How call-out culture convinces us to hide our real beliefs

The most nuanced conversations I have about current political issues are private. In large groups, I nod in agreement. With close friends, I engage. 

I know I am not alone. In public, my peers and I concur without a second thought: “open the borders, tax the rich, health care for all!” But privately, we think twice. The balance between border security and humanitarian ideals is a delicate one. Few of us have ever paid taxes, let alone studied the economics needed to fully grasp the effects of changing them. Nor can we know the costs of making health care free. But you wouldn’t know about that nuance if all you looked at was our public discourse.

My friends and I don’t remain silent because we are apathetic or sheepish. We have strong ideas and big questions that we genuinely want to puzzle over together. But we have also grown up in a call-out culture, a world in which using the wrong term or unintentionally offending someone can get you into trouble. 

Agreeing with the group to fit in is nothing new, but intentionally using peer pressure to create conformity of belief is something much more insidious. I have been shamed, embarrassed and chastised by counselors, friends and teachers enough times to have learned that it is often safer for me to say nothing at all than to challenge their beliefs and risk being seen as the enemy. Call-out culture implicitly warns us not to ask big questions, not to debate, not to even consider the other side of really sensitive issues.

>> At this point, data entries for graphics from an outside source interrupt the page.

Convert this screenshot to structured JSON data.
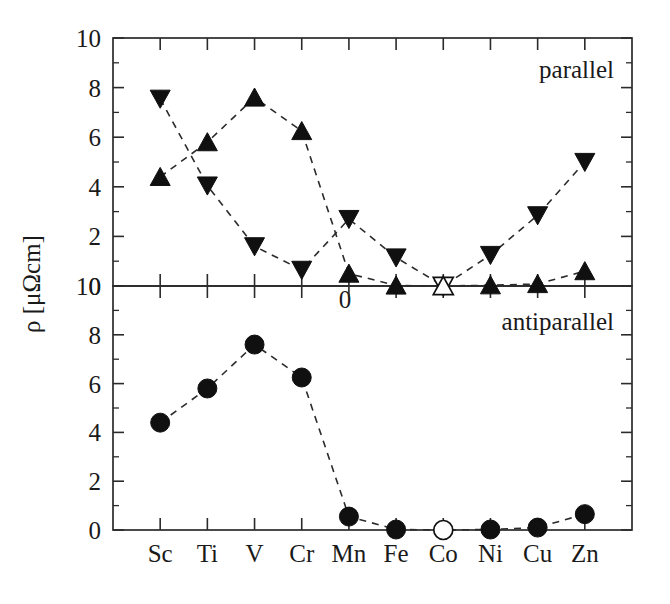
{
  "figure": {
    "y_axis_title": "ρ [μΩcm]",
    "y_axis_title_parts": {
      "symbol": "ρ",
      "unit": "[μΩcm]"
    },
    "background_color": "#ffffff",
    "ink_color": "#101010"
  },
  "panels": [
    {
      "id": "parallel",
      "label": "parallel",
      "y_ticks_major": [
        "0",
        "2",
        "4",
        "6",
        "8",
        "10"
      ],
      "zero_label_below": "0"
    },
    {
      "id": "antiparallel",
      "label": "antiparallel",
      "y_ticks_major": [
        "0",
        "2",
        "4",
        "6",
        "8",
        "10"
      ]
    }
  ],
  "x_categories": [
    "Sc",
    "Ti",
    "V",
    "Cr",
    "Mn",
    "Fe",
    "Co",
    "Ni",
    "Cu",
    "Zn"
  ],
  "chart_data": [
    {
      "type": "line",
      "title": "parallel",
      "panel": "parallel",
      "xlabel": "",
      "ylabel": "ρ [μΩcm]",
      "ylim": [
        0,
        10
      ],
      "yticks": [
        0,
        2,
        4,
        6,
        8,
        10
      ],
      "grid": false,
      "legend": "none",
      "categories": [
        "Sc",
        "Ti",
        "V",
        "Cr",
        "Mn",
        "Fe",
        "Co",
        "Ni",
        "Cu",
        "Zn"
      ],
      "series": [
        {
          "name": "down-triangle",
          "marker": "triangle-down-filled",
          "linestyle": "dashed",
          "values": [
            7.55,
            4.05,
            1.6,
            0.65,
            2.7,
            1.15,
            0.0,
            1.25,
            2.85,
            5.0
          ],
          "open_marker_indices": [
            6
          ]
        },
        {
          "name": "up-triangle",
          "marker": "triangle-up-filled",
          "linestyle": "dashed",
          "values": [
            4.4,
            5.8,
            7.6,
            6.25,
            0.5,
            0.02,
            0.0,
            0.03,
            0.08,
            0.6
          ],
          "open_marker_indices": [
            6
          ]
        }
      ]
    },
    {
      "type": "line",
      "title": "antiparallel",
      "panel": "antiparallel",
      "xlabel": "",
      "ylabel": "ρ [μΩcm]",
      "ylim": [
        0,
        10
      ],
      "yticks": [
        0,
        2,
        4,
        6,
        8,
        10
      ],
      "grid": false,
      "legend": "none",
      "categories": [
        "Sc",
        "Ti",
        "V",
        "Cr",
        "Mn",
        "Fe",
        "Co",
        "Ni",
        "Cu",
        "Zn"
      ],
      "series": [
        {
          "name": "circle",
          "marker": "circle-filled",
          "linestyle": "dashed",
          "values": [
            4.4,
            5.8,
            7.6,
            6.25,
            0.55,
            0.02,
            0.0,
            0.02,
            0.1,
            0.65
          ],
          "open_marker_indices": [
            6
          ]
        }
      ]
    }
  ]
}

In high school, my best friend was called out by a teacher. One unit of my high school health curriculum was dedicated to gender. After we had learned about the ways in which male and female bodies develop differently, we were told that the lines between genders were blurry, if they existed at all. The issue of gender fluidity was new and complicated, and certainly politically charged, but it was taught matter-of-factly: Sex is binary, gender is fluid, end of story. 

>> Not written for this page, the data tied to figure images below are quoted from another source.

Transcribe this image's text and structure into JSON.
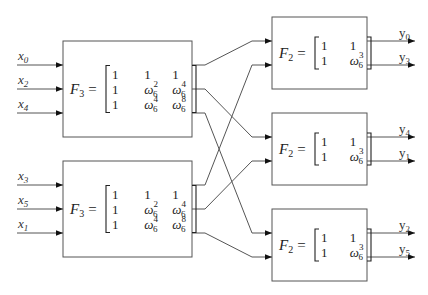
{
  "inputs": [
    {
      "id": "x0",
      "base": "x",
      "sub": "0"
    },
    {
      "id": "x2",
      "base": "x",
      "sub": "2"
    },
    {
      "id": "x4",
      "base": "x",
      "sub": "4"
    },
    {
      "id": "x3",
      "base": "x",
      "sub": "3"
    },
    {
      "id": "x5",
      "base": "x",
      "sub": "5"
    },
    {
      "id": "x1",
      "base": "x",
      "sub": "1"
    }
  ],
  "outputs": [
    {
      "id": "y0",
      "base": "y",
      "sub": "0"
    },
    {
      "id": "y3",
      "base": "y",
      "sub": "3"
    },
    {
      "id": "y4",
      "base": "y",
      "sub": "4"
    },
    {
      "id": "y1",
      "base": "y",
      "sub": "1"
    },
    {
      "id": "y2",
      "base": "y",
      "sub": "2"
    },
    {
      "id": "y5",
      "base": "y",
      "sub": "5"
    }
  ],
  "blocks": {
    "f3": {
      "name": "F",
      "sub": "3",
      "equals": "=",
      "matrix": [
        [
          {
            "v": "1"
          },
          {
            "v": "1"
          },
          {
            "v": "1"
          }
        ],
        [
          {
            "v": "1"
          },
          {
            "v": "ω",
            "sub": "6",
            "sup": "2"
          },
          {
            "v": "ω",
            "sub": "6",
            "sup": "4"
          }
        ],
        [
          {
            "v": "1"
          },
          {
            "v": "ω",
            "sub": "6",
            "sup": "4"
          },
          {
            "v": "ω",
            "sub": "6",
            "sup": "8"
          }
        ]
      ]
    },
    "f2": {
      "name": "F",
      "sub": "2",
      "equals": "=",
      "matrix": [
        [
          {
            "v": "1"
          },
          {
            "v": "1"
          }
        ],
        [
          {
            "v": "1"
          },
          {
            "v": "ω",
            "sub": "6",
            "sup": "3"
          }
        ]
      ]
    }
  },
  "connections": [
    {
      "from": "F3-top.out0",
      "to": "F2-1.in0"
    },
    {
      "from": "F3-top.out1",
      "to": "F2-2.in0"
    },
    {
      "from": "F3-top.out2",
      "to": "F2-3.in0"
    },
    {
      "from": "F3-bottom.out0",
      "to": "F2-1.in1"
    },
    {
      "from": "F3-bottom.out1",
      "to": "F2-2.in1"
    },
    {
      "from": "F3-bottom.out2",
      "to": "F2-3.in1"
    }
  ]
}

Our teacher explained to us that people who are born males but identify as females should be able to play on women’s sport teams — to forbid them to would be to challenge their very identity and personhood. My friend was not convinced. He raised his hand and wondered aloud whether it was really fair to allow people who are born in male bodies — stronger, faster, bigger bodies — to compete against women. The question is a legitimate one debated by Olympic committees and a perfectly valid inquiry for my 16-year-old friend to make. 

But rather than sparking discussion, my friend’s comment received glares from classmates and a chastising explanation of why his reasoning was offensive and incorrect. He never raised his hand to ask a question in health class again. 

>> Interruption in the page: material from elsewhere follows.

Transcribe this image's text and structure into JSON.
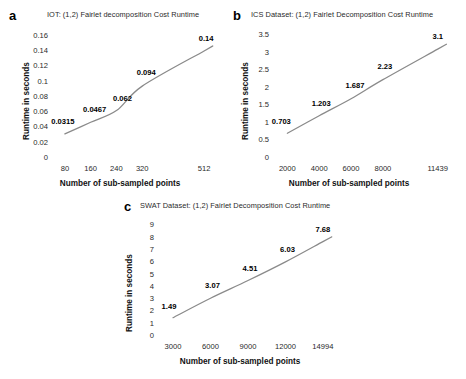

My friend still discusses questions like these with me privately. He was not convinced to fall in line with the group that day in high school, but he did learn the high cost of expressing dissent. In many places, but especially on college campuses, the costs of disagreeing with the dominant mindset are high. When faced with call-out culture, speaking out is rarely worth it. 

By pushing people’s questions and ideas under the surface, we do ourselves a disservice. When you engage with someone, you can change their mind: better yet, they could even change yours. When you shame someone, you polarize them, isolate them and make it unlikely that they will ever come to see things as you do. 

Even the most reprehensible beliefs are better combatted with conversation than humiliation. Call-out culture makes it more likely that people who disagree with an “acceptable” view will find each other and communicate privately — it is no coincidence that the alt-right started in private online chatrooms. The best way to combat beliefs that we see as dangerous or offensive is not to shame them: It’s to engage with the people who hold them. Otherwise, we only become more polarized and it becomes increasingly difficult to find common ground.

By calling each other out, we don’t change minds, we just change the venue of important conversation. Rather than thinking through big issues aloud in class, we consider them in hushed tones with only the best of friends, under the assumption that our truest beliefs will never be shared. Call-out culture has reduced political dissent to the status of gossip — shameful, secret and only to be shared with the most tight-lipped of friends.